I noticed it when I was little and reading Nancy Drew - she was always putting stuff in her “pocketbook”, which confused me because I was picturing a little paperback novel with her lipstick, etc. stuffed between the pages.
Then I realized that “pocketbook” is another word for “purse”, but I’ve never heard it called that in Canada.
Do they call purses “pocketbooks” in any other country? How did it get that name?
It’s not all Americans, it’s just an older generation. My dad and older coworkers will call it a pocketbook all the time, but people of my generation (born in the eighties) never do. Kind of like how a shirt used to be called a blouse, but no one under the age of 40 calls it that.
And, just to confuse things “Pocket Books” was the name of a line of paperbacks. They had a kangaroo as its icon (because it has that pouch, after all).
To me, pocketbook and purse are synonymous. My mom and women older than she will still say pocketbook. I’ll say purse or bag. I don’t know that I’ve ever heard anyone say handbag outside of old TV shows or movies.
It originally meant “wallet,” as we call them today (or “billfold” as another generation might). Later it was extended to purses. Usage for either case has apparently dropped a lot.
I love to use the word pocketbook. I associate it with my small-town upbringing. It’s true it’s not much used, but if you do use it, everyone knows what you’re talking about.
“Honey, grab me my pocketbook; I want to get my Nabs from this morning at the drugstore. Oh and a fresh pack of cigarettes.”
And as women’s clothes lost pockets and they started carrying purses, they put their “pocketbooks” in their purses (or “handbags.”) Eventually the names got merged.

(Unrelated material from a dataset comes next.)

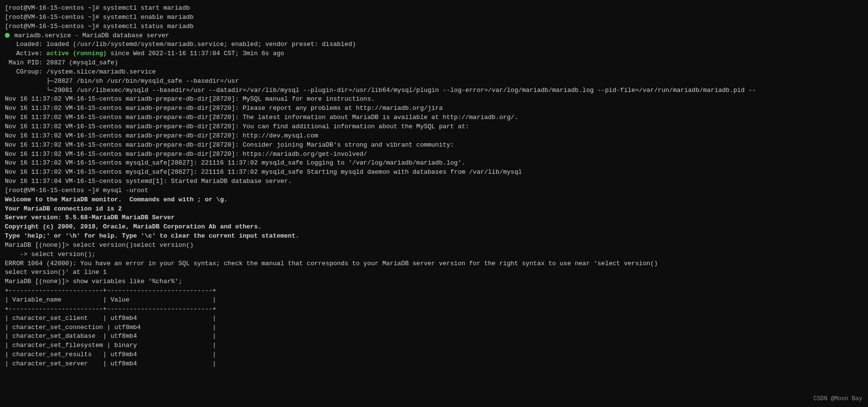 This screenshot has height=407, width=868. I want to click on terminal-line: mariadb.service - MariaDB database serve…, so click(434, 36).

I’ve lived my entire life in the US and have heard of the term, but never made the connection to “purse” until this thread. I’m not sure what I assumed it meant.

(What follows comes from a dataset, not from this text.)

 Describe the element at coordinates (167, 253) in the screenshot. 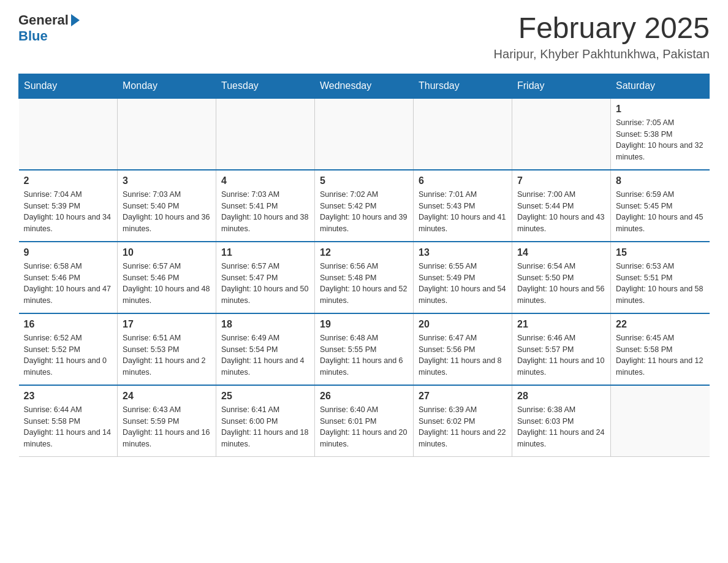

Handbag seems to be women’s clothing store-speak. Like how they never sell pants, but will sell you a “pant.” :rolleyes:
“Clutch” is another term for what is basically a big wallet/small purse with no handles.

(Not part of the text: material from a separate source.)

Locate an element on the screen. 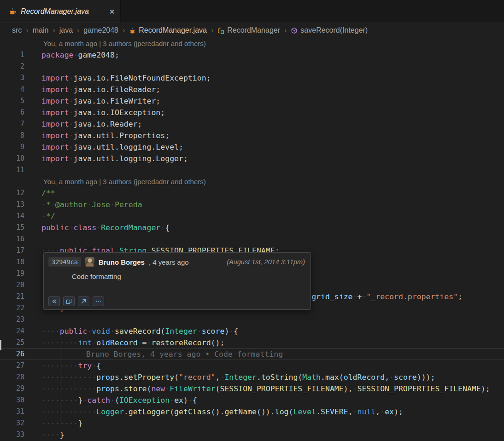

I never knew pocketbook as a synonym for anything other than wallet. Maybe because I was a boy so when my elderly grandmother told me to put a piece of paper in my pocketbook it had to be my wallet.
I also heard it in the political expression, “People vote their pocketbooks”, which was the pre-Clinton version of “It’s the economy, stupid”. In that context it meant wallet, since it applied to both men and women.
Mid-50s and have never heard anyone call a normal shirt a blouse. A ladies’ top, yes.
As for pocketbooks, that may be a regional usage. I never heard anyone, young or old, calling it that in West Texas. Or anyplace else I ever lived in the US (Southwest and Hawaii).
I always assumed it meant those combination wallet/coin-purse/checkbook dealios that women kept in their purses. I wasn’t ever around people who used the term too often, though.
My guess is that in the 30 some years since this was written, usage has further dropped. I was born in '77, in the Midwest, and “pocketbook” and “handbag” have always seemed old-timey to me.
My mom always had her pocketbook, ie purse. I always associate them with checks, though, for some reason. The pocketbook is the place you put your checkbook and money, in my head, and that fits with the ‘vote with your pocketbook’ . And yeah, if you think of pocketbook as the wallet you put your checkbook into, it can all fit into a purse.
This is new information to me. I hear blouse all the time. I guess this area didn’t get the memo back in 1942. I also hear bag and handbag a lot. In fact, and we’re going back some 30 years here, I had a friend who got absolutely incensed that someone called her bag a purse. Oh, the social cluelessness! Didn’t the social misfit know the difference?